Why 2025 could be a good reimbursement year for CVS and Walgreens

Why 2025 could be a good reimbursement year for CVS and Walgreens

Updated December 22, 2024, 8:44 a.m. EST

The legislation, which is slowly making its way across states and Washington, could lead to higher payments to drugstore chains like CVS Health, Walgreens, Walmart and independent pharmacies across the country.

Although pharmacies didn’t get what they wanted from Congress in a year-end spending package last week, the door has been opened further for legislation to benefit pharmacies while regulating pharmacy benefit managers (PBMs), even with Republicans in both chambers control Congress and the White House in 2025.

“PBM reform is supported by the majority of both parties, by outgoing President Biden and incoming President Trump,” said B. Douglas Hoey, executive director of the National Community Pharmacists Association, after Congress passed a new brief late last week. Term spending package that did not include PBM reform. “It may be the only issue in Washington on which they agree. Every day they delay reform, another small pharmacy will close or be pushed to the sidelines because of the business practices of large health insurers and their PBM stooges.”

In recent years, pharmacies have closed across the country, which their owners blame in part on reimbursement shortfalls from the PBMs that pay them. PBMs, which act as intermediaries between drug companies and consumers when purchasing drugs, manage drug benefits for employers and government health plans, including Medicaid coverage for poor Americans and Medicare benefits for seniors. In these roles, PBMs decide which pharmacists and pharmacies get paid to dispense prescription medications.

But PBMs have come under fire in recent years as the public, taxpayers and Congress question whether they are passing along as many savings to health plan enrollees as they should.
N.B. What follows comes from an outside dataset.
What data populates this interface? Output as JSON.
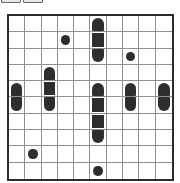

And this increased scrutiny has already led to increasing numbers of state legislatures and increasing payments to pharmacies.

PBM leaders understand that change is coming.

“We’re seeing the regulatory landscape change a lot,” Jason Borschow, CEO of Abarca, an independent pharmacy benefit manager, told healthcare executives at the Forbes Healthcare Summit in New York earlier this month. “It’s already happening with Medicaid, Medicare is on its way and obviously in a free market, kind of commercial space. The individual market sector is likely the last to be regulated, but we expect the regulations to be implemented and PBM business practices to be regulated by the federal government in addition to state governments.”

Among the areas where Democrats and Republicans in Congress have reached agreement are provisions that would require PBMs to charge pharmacies “in addition to the state fee for dispensing services for all Medicaid managed care programs in all 50 states.” to be reimbursed. ” the National Community Pharmacists Association, which represents more than 18,900 pharmacies, has said. “It would eliminate spread pricing and pay PBMs a flat administrative fee across all Medicaid managed care programs. The provision will save taxpayers approximately $1 billion over the next decade.”

Since CVS also owns a PBM, Caremark, it’s unclear how much potential reforms would hurt this company financially.

But other regulations moving forward in states would certainly benefit the thousands of pharmacists and retail pharmacies owned by CVS, as well as other pharmacies.

For example, dozens of states are enacting laws that expand the role of pharmacists in prescribing certain medications. This so-called “test-to-treat” legislation gives pharmacists prescribing status.

At the Forbes Healthcare Summit, Walgreens Chief Pharmacy Officer Rick Gates said pharmacists had already been testing for a range of illnesses, including Covid-19, and then prescribing medications.

“You test positive for Covid, and we can actually prescribe a medication and give you your medication right away when you’re in the store,” Gates said. “The same goes for the flu. It could be urinary tract infections. It could be many other things. But I think that’s exactly the precipice where pharmacy can really have a bigger impact.”